The Labour party differs with us in the extreme on this matter. It has made a great deal of its own figures--miscalculated figures, I might say. It stands to reason that if we seek to collect the same amount of money from the same number of people-- [Interruption.] --I shall not give way to the hon. Member for Dagenham on this point because he misunderstands it again and again--the average amount will be the same. But I shall let that pass.

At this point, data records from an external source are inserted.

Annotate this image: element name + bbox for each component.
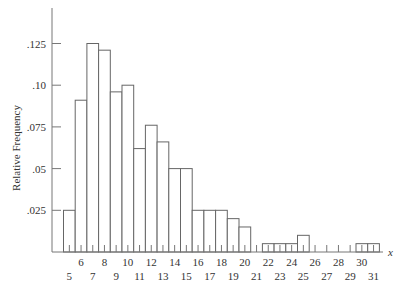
- x-tick-label: 29: [345, 270, 357, 282]
- bars: [64, 44, 380, 253]
- x-tick-label: 5: [67, 270, 73, 282]
- x-tick-label: 12: [146, 256, 157, 268]
- y-tick-label: .05: [32, 163, 46, 175]
- x-tick-label: 10: [122, 256, 134, 268]
- histogram-chart: .025.05.075.10.125 567891011121314151617…: [0, 0, 397, 284]
- x-tick-label: 18: [216, 256, 228, 268]
- bar-14: [169, 169, 181, 252]
- x-tick-label: 17: [204, 270, 216, 282]
- bar-10: [122, 85, 134, 252]
- bar-7: [87, 44, 99, 253]
- x-tick-label: 9: [113, 270, 119, 282]
- x-tick-label: 8: [102, 256, 108, 268]
- x-axis-label: x: [387, 246, 393, 258]
- bar-6: [75, 100, 87, 252]
- x-tick-label: 11: [134, 270, 145, 282]
- x-tick-label: 30: [356, 256, 368, 268]
- bar-12: [145, 125, 157, 252]
- y-axis-label: Relative Frequency: [10, 105, 22, 191]
- x-tick-label: 27: [321, 270, 333, 282]
- x-tick-label: 13: [157, 270, 169, 282]
- x-tick-label: 26: [310, 256, 322, 268]
- x-tick-label: 6: [78, 256, 84, 268]
- bar-15: [181, 169, 193, 252]
- x-tick-label: 24: [286, 256, 298, 268]
- x-tick-label: 25: [298, 270, 310, 282]
- x-tick-label: 7: [90, 270, 96, 282]
- x-tick-label: 15: [181, 270, 193, 282]
- x-tick-label: 16: [193, 256, 205, 268]
- x-tick-label: 14: [169, 256, 181, 268]
- x-tick-label: 28: [333, 256, 345, 268]
- y-tick-label: .025: [27, 204, 47, 216]
- x-tick-label: 21: [251, 270, 262, 282]
- y-tick-label: .125: [27, 38, 47, 50]
- x-tick-label: 19: [228, 270, 240, 282]
- y-ticks: .025.05.075.10.125: [27, 38, 61, 217]
- bar-13: [157, 142, 169, 252]
- x-tick-label: 22: [263, 256, 274, 268]
- x-tick-label: 20: [239, 256, 251, 268]
- x-tick-label: 23: [274, 270, 286, 282]
- y-tick-label: .10: [32, 79, 46, 91]
- y-tick-label: .075: [27, 121, 47, 133]
- bar-11: [134, 149, 146, 252]
- x-tick-label: 31: [368, 270, 379, 282]
- bar-8: [99, 50, 111, 252]
- bar-9: [110, 92, 122, 252]
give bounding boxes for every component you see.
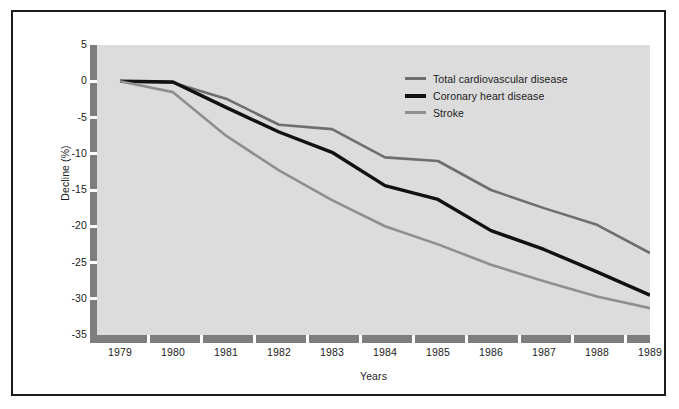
y-axis-tick (90, 80, 97, 83)
y-axis-tick (90, 261, 97, 264)
y-axis (90, 45, 97, 335)
y-axis-tick (90, 152, 97, 155)
y-axis-tick-label: -30 (45, 293, 87, 304)
x-axis-tick (147, 335, 150, 343)
y-axis-tick-label: -25 (45, 257, 87, 268)
x-axis-tick-label: 1988 (567, 346, 627, 358)
y-axis-tick (90, 116, 97, 119)
legend-item: Coronary heart disease (405, 87, 635, 104)
x-axis-tick-label: 1980 (143, 346, 203, 358)
x-axis-tick-label: 1981 (196, 346, 256, 358)
x-axis-title: Years (97, 370, 650, 382)
x-axis-tick (200, 335, 203, 343)
legend-line-swatch-icon (405, 111, 426, 114)
legend-item-label: Total cardiovascular disease (433, 73, 568, 85)
x-axis-tick-labels: 1979198019811982198319841985198619871988… (90, 346, 660, 362)
x-axis-tick (465, 335, 468, 343)
x-axis-tick (624, 335, 627, 343)
legend-line-swatch-icon (405, 94, 426, 98)
x-axis-tick-label: 1984 (355, 346, 415, 358)
y-axis-tick (90, 297, 97, 300)
y-axis-tick-label: 5 (45, 39, 87, 50)
x-axis-tick-label: 1985 (408, 346, 468, 358)
x-axis-tick (253, 335, 256, 343)
figure-border: 50-5-10-15-20-25-30-35 19791980198119821… (11, 10, 666, 396)
legend-line-swatch-icon (405, 77, 426, 80)
legend-item-label: Coronary heart disease (433, 90, 544, 102)
y-axis-tick (90, 189, 97, 192)
x-axis-tick-label: 1982 (249, 346, 309, 358)
x-axis-tick-label: 1987 (514, 346, 574, 358)
y-axis-tick (90, 225, 97, 228)
x-axis-tick (412, 335, 415, 343)
legend-item: Total cardiovascular disease (405, 70, 635, 87)
legend-item: Stroke (405, 104, 635, 121)
x-axis-tick-label: 1986 (461, 346, 521, 358)
x-axis-tick-label: 1979 (90, 346, 150, 358)
x-axis-tick-label: 1983 (302, 346, 362, 358)
x-axis-tick (306, 335, 309, 343)
chart-legend: Total cardiovascular diseaseCoronary hea… (405, 70, 635, 121)
x-axis-tick (359, 335, 362, 343)
x-axis-tick (518, 335, 521, 343)
figure-canvas: 50-5-10-15-20-25-30-35 19791980198119821… (0, 0, 679, 409)
x-axis-tick (571, 335, 574, 343)
y-axis-tick-label: -35 (45, 329, 87, 340)
y-axis-tick-label: 0 (45, 75, 87, 86)
y-axis-title: Decline (%) (59, 113, 71, 233)
x-axis (90, 335, 650, 343)
x-axis-tick-label: 1989 (620, 346, 679, 358)
legend-item-label: Stroke (433, 107, 464, 119)
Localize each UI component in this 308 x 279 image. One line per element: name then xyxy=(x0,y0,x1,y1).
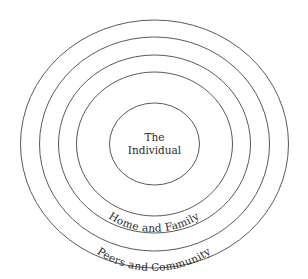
concentric-circles-diagram: The Individual Home and Family Peers and… xyxy=(0,0,308,279)
ring-label-peers-and-community-path: Peers and Community xyxy=(95,245,212,273)
diagram-canvas: The Individual Home and Family Peers and… xyxy=(0,0,308,279)
ring-label-peers-and-community: Peers and Community xyxy=(95,245,212,273)
ring-label-home-and-family: Home and Family xyxy=(107,209,201,233)
center-label-line-1: The xyxy=(145,131,165,143)
ring-label-home-and-family-path: Home and Family xyxy=(107,209,201,233)
center-label-line-2: Individual xyxy=(128,144,182,156)
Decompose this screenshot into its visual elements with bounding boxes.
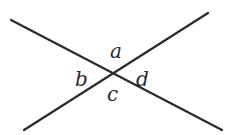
line-1 <box>11 20 222 130</box>
angle-label-a: a <box>110 39 122 63</box>
intersecting-lines-diagram: a b c d <box>0 0 234 135</box>
angle-label-c: c <box>107 82 118 106</box>
angle-label-b: b <box>75 67 88 91</box>
line-2 <box>24 13 208 130</box>
angle-label-d: d <box>136 67 149 91</box>
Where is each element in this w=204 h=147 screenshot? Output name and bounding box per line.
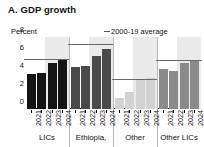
x-tick-label: 2023 <box>92 110 101 132</box>
legend-label: 2000-19 average <box>111 27 168 36</box>
x-tick-mark-icon <box>52 110 53 113</box>
bar-group-bars <box>71 37 111 109</box>
x-tick-mark-icon <box>140 110 141 113</box>
y-tick-label: 4 <box>20 62 24 70</box>
bar[interactable] <box>115 98 124 109</box>
x-tick-mark-icon <box>184 110 185 113</box>
legend: 2000-19 average <box>104 27 168 36</box>
bar-group <box>115 37 155 109</box>
bar[interactable] <box>37 73 46 109</box>
bar[interactable] <box>102 49 111 109</box>
x-tick-mark-icon <box>75 110 76 113</box>
x-tick-label: 2022 <box>169 110 178 132</box>
x-tick-label: 2021 <box>71 110 80 132</box>
bar[interactable] <box>169 71 178 109</box>
x-tick-label-row: 2021202220232024202120222023202420212022… <box>27 110 199 132</box>
x-tick-mark-icon <box>41 110 42 113</box>
x-tick-mark-icon <box>194 110 195 113</box>
x-tick-label: 2022 <box>81 110 90 132</box>
bar[interactable] <box>146 78 155 109</box>
plot-area: 02468 <box>27 37 199 109</box>
bar[interactable] <box>159 69 168 110</box>
x-tick-group: 2021202220232024 <box>115 110 155 132</box>
x-tick-mark-icon <box>31 110 32 113</box>
x-tick-label: 2024 <box>146 110 155 132</box>
plot-inner: 02468 <box>27 37 199 109</box>
bar-group <box>27 37 67 109</box>
x-tick-label: 2023 <box>48 110 57 132</box>
bar-group-bars <box>27 37 67 109</box>
x-tick-group: 2021202220232024 <box>27 110 67 132</box>
average-line-swatch-icon <box>104 31 110 32</box>
x-tick-mark-icon <box>62 110 63 113</box>
x-tick-label-text: 2024 <box>197 110 204 126</box>
group-label: Ethiopia, <box>71 132 111 143</box>
bar[interactable] <box>190 60 199 110</box>
average-reference-line <box>156 60 202 61</box>
page-title: A. GDP growth <box>8 4 76 15</box>
x-tick-label: 2022 <box>37 110 46 132</box>
x-tick-group: 2021202220232024 <box>71 110 111 132</box>
x-tick-label: 2023 <box>180 110 189 132</box>
y-tick-label: 0 <box>20 98 24 106</box>
x-tick-group: 2021202220232024 <box>159 110 199 132</box>
x-tick-mark-icon <box>163 110 164 113</box>
bar-group-bars <box>159 37 199 109</box>
bar[interactable] <box>136 79 145 109</box>
x-tick-mark-icon <box>150 110 151 113</box>
x-tick-label: 2021 <box>27 110 36 132</box>
y-tick-label: 2 <box>20 80 24 88</box>
x-tick-mark-icon <box>85 110 86 113</box>
x-tick-label: 2024 <box>102 110 111 132</box>
bar[interactable] <box>125 92 134 109</box>
x-tick-label: 2021 <box>115 110 124 132</box>
average-reference-line <box>24 59 70 60</box>
bar[interactable] <box>180 63 189 109</box>
group-label: Other LICs <box>159 132 199 143</box>
y-tick-label: 6 <box>20 44 24 52</box>
bar-group <box>71 37 111 109</box>
group-label: LICs <box>27 132 67 143</box>
x-tick-mark-icon <box>119 110 120 113</box>
x-tick-mark-icon <box>173 110 174 113</box>
average-reference-line <box>68 44 114 45</box>
x-tick-mark-icon <box>96 110 97 113</box>
x-tick-label: 2021 <box>159 110 168 132</box>
bar[interactable] <box>27 74 36 109</box>
bar[interactable] <box>71 67 80 109</box>
x-tick-label: 2023 <box>136 110 145 132</box>
gdp-growth-figure: A. GDP growth Percent 2000-19 average 02… <box>0 0 204 147</box>
group-label-row: LICsEthiopia,OtherOther LICs <box>27 132 199 147</box>
bar-group <box>159 37 199 109</box>
bar-group-bars <box>115 37 155 109</box>
bar[interactable] <box>81 66 90 109</box>
x-tick-label: 2024 <box>58 110 67 132</box>
group-label: Other <box>115 132 155 143</box>
x-tick-label: 2024 <box>190 110 199 132</box>
y-tick-label: 8 <box>20 26 24 34</box>
x-tick-mark-icon <box>129 110 130 113</box>
average-reference-line <box>112 79 158 80</box>
bar[interactable] <box>58 60 67 109</box>
x-tick-mark-icon <box>106 110 107 113</box>
x-tick-label: 2022 <box>125 110 134 132</box>
bar[interactable] <box>92 56 101 109</box>
bar[interactable] <box>48 63 57 109</box>
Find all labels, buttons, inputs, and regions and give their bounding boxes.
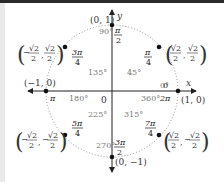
svg-text:): ) xyxy=(201,129,210,154)
svg-text:2: 2 xyxy=(173,54,178,63)
rad-3pi-2-num: 3π xyxy=(115,138,126,147)
coord-1-0: (1, 0) xyxy=(181,95,205,105)
point-270 xyxy=(110,155,115,160)
rad-7pi-4-den: 4 xyxy=(148,129,153,138)
coord-0-neg1: (0, −1) xyxy=(115,157,147,167)
svg-text:√2: √2 xyxy=(48,131,58,140)
rad-3pi-2-den: 2 xyxy=(117,148,122,157)
svg-text:2: 2 xyxy=(29,141,34,150)
svg-text:√2: √2 xyxy=(27,131,37,140)
coord-q2: ( − √2 2 , √2 2 ) xyxy=(17,42,65,67)
svg-text:√2: √2 xyxy=(171,44,181,53)
svg-text:,: , xyxy=(183,51,186,60)
coord-0-1: (0, 1) xyxy=(90,15,114,25)
svg-text:√2: √2 xyxy=(190,131,200,140)
deg-360: 360° xyxy=(141,94,160,103)
deg-270: 270° xyxy=(96,141,115,150)
svg-text:,: , xyxy=(38,138,41,147)
svg-text:,: , xyxy=(41,51,44,60)
svg-text:2: 2 xyxy=(171,141,176,150)
coord-q3: ( − √2 2 , − √2 2 ) xyxy=(15,129,68,154)
svg-text:√2: √2 xyxy=(29,44,39,53)
rad-pi-4-num: π xyxy=(144,48,151,57)
point-0 xyxy=(176,89,181,94)
svg-text:2: 2 xyxy=(190,54,195,63)
unit-circle-diagram: y x 0 0° 360° 45° 90° 135° 180° 225° 270… xyxy=(0,0,224,182)
svg-text:√2: √2 xyxy=(188,44,198,53)
point-45 xyxy=(157,45,162,50)
x-axis-label: x xyxy=(186,78,191,88)
deg-90: 90° xyxy=(99,27,113,36)
svg-text:): ) xyxy=(59,129,68,154)
rad-0: 0 xyxy=(163,81,168,90)
deg-180: 180° xyxy=(69,94,88,103)
rad-pi-4-den: 4 xyxy=(146,58,151,67)
svg-text:,: , xyxy=(180,138,183,147)
origin-label: 0 xyxy=(101,95,107,105)
svg-text:): ) xyxy=(199,42,208,67)
deg-315: 315° xyxy=(124,110,143,119)
rad-3pi-4-num: 3π xyxy=(72,48,83,57)
rad-5pi-4-num: 5π xyxy=(72,119,83,128)
svg-text:√2: √2 xyxy=(45,44,55,53)
svg-text:2: 2 xyxy=(47,54,52,63)
rad-3pi-4-den: 4 xyxy=(75,58,80,67)
svg-text:2: 2 xyxy=(192,141,197,150)
rad-pi-2-num: π xyxy=(114,26,121,35)
deg-225: 225° xyxy=(88,110,107,119)
rad-pi: π xyxy=(49,94,56,103)
rad-7pi-4-num: 7π xyxy=(145,119,156,128)
point-315 xyxy=(157,133,162,138)
point-180 xyxy=(44,89,49,94)
rad-pi-2-den: 2 xyxy=(116,36,121,45)
y-axis-label: y xyxy=(116,11,123,21)
svg-text:√2: √2 xyxy=(169,131,179,140)
deg-45: 45° xyxy=(127,68,141,77)
svg-text:2: 2 xyxy=(50,141,55,150)
coord-neg1-0: (−1, 0) xyxy=(24,78,56,88)
coord-q1: ( √2 2 , √2 2 ) xyxy=(165,42,208,67)
deg-135: 135° xyxy=(88,68,107,77)
rad-2pi: 2π xyxy=(159,94,171,103)
svg-text:2: 2 xyxy=(31,54,36,63)
coord-q4: ( √2 2 , − √2 2 ) xyxy=(163,129,210,154)
svg-text:): ) xyxy=(56,42,65,67)
rad-5pi-4-den: 4 xyxy=(75,129,80,138)
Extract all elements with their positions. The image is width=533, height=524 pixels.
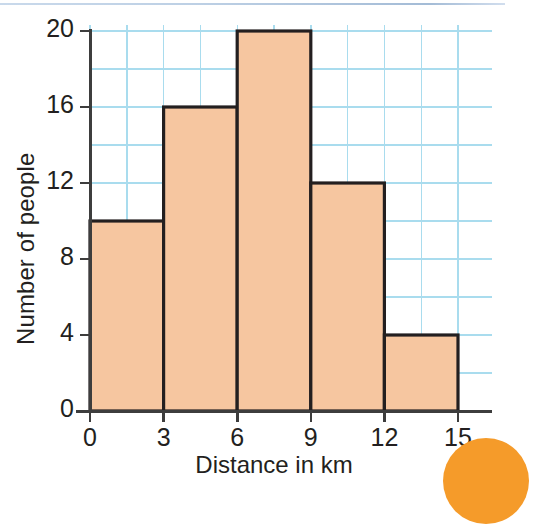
x-tick-label: 9 — [286, 423, 336, 452]
y-axis-label: Number of people — [12, 153, 40, 345]
x-tick-label: 0 — [65, 423, 115, 452]
y-tick-label: 0 — [60, 394, 74, 423]
histogram-bar — [164, 107, 238, 411]
x-tick-label: 6 — [212, 423, 262, 452]
x-tick-label: 12 — [359, 423, 409, 452]
histogram-bar — [311, 183, 385, 411]
y-tick-label: 8 — [60, 242, 74, 271]
histogram-bar — [90, 221, 164, 411]
y-tick-label: 20 — [46, 14, 74, 43]
y-tick-label: 4 — [60, 318, 74, 347]
x-tick-label: 3 — [139, 423, 189, 452]
histogram-bar — [237, 31, 311, 411]
histogram-bar — [384, 335, 458, 411]
y-tick-label: 16 — [46, 90, 74, 119]
corner-decoration-circle — [443, 438, 529, 524]
y-tick-label: 12 — [46, 166, 74, 195]
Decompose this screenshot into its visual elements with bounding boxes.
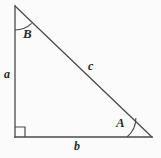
triangle-drawing <box>0 0 161 158</box>
triangle-side-c-line <box>15 6 152 137</box>
angle-B-label: B <box>23 27 32 40</box>
right-angle-square-icon <box>15 127 25 137</box>
side-b-label: b <box>74 140 80 152</box>
angle-A-label: A <box>116 116 125 129</box>
side-a-label: a <box>4 68 10 80</box>
right-triangle-diagram: B A a b c <box>0 0 161 158</box>
side-c-label: c <box>88 60 93 72</box>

The important point that I want to make to the hon. Gentleman is that he has based his figures on a level of spending by local authorities which has been achieved by the Government only because we had capping powers available to us. We predicted total standard spending by local authorities this year of £39 billion and we have brought it in at £39.2 billion through the use of the threat to cap. The hon. Member for Dagenham cannot have it both ways. He resisted the policy that made the level of spending to which I referred possible, yet he now seems to take credit for tax proposals that are based on that level of spending. More particularly for the future, he is not prepared to allow any limitation of local authority spending. The amount that local authorities spend would rise massively if there were a Labour Government intent on not capping local authorities. The bills that the hon. Member for Dagenham believes could be delivered under his rating policy could not be delivered, because local authority spending would rise through the roof.

When the council tax is introduced under this Government, with the accompaniment of the capping criteria, we shall ensure that we deliver reasonable figures. They will be brought about by the restraint that capping imposes on local authorities. That is the greatest single difference between the Government and the Labour party. We can deliver figures like those which we have proposed to the general public. The Labour party could not deliver them, because it believes that we should return to an era in which local authority spending is allowed to rip.

What an extraordinary idea it is that we should delay the extension of capping to local authorities with budgets of below £15 million. The protection that we are talking about is needed now, for the coming year. Local authorities that might be capped will want to know well in advance what the criteria are so that they can avoid being brought into the capping net. For that reason, I believe that it is right not only to introduce the extension to budgets below £15 million but to do so as quickly as possible.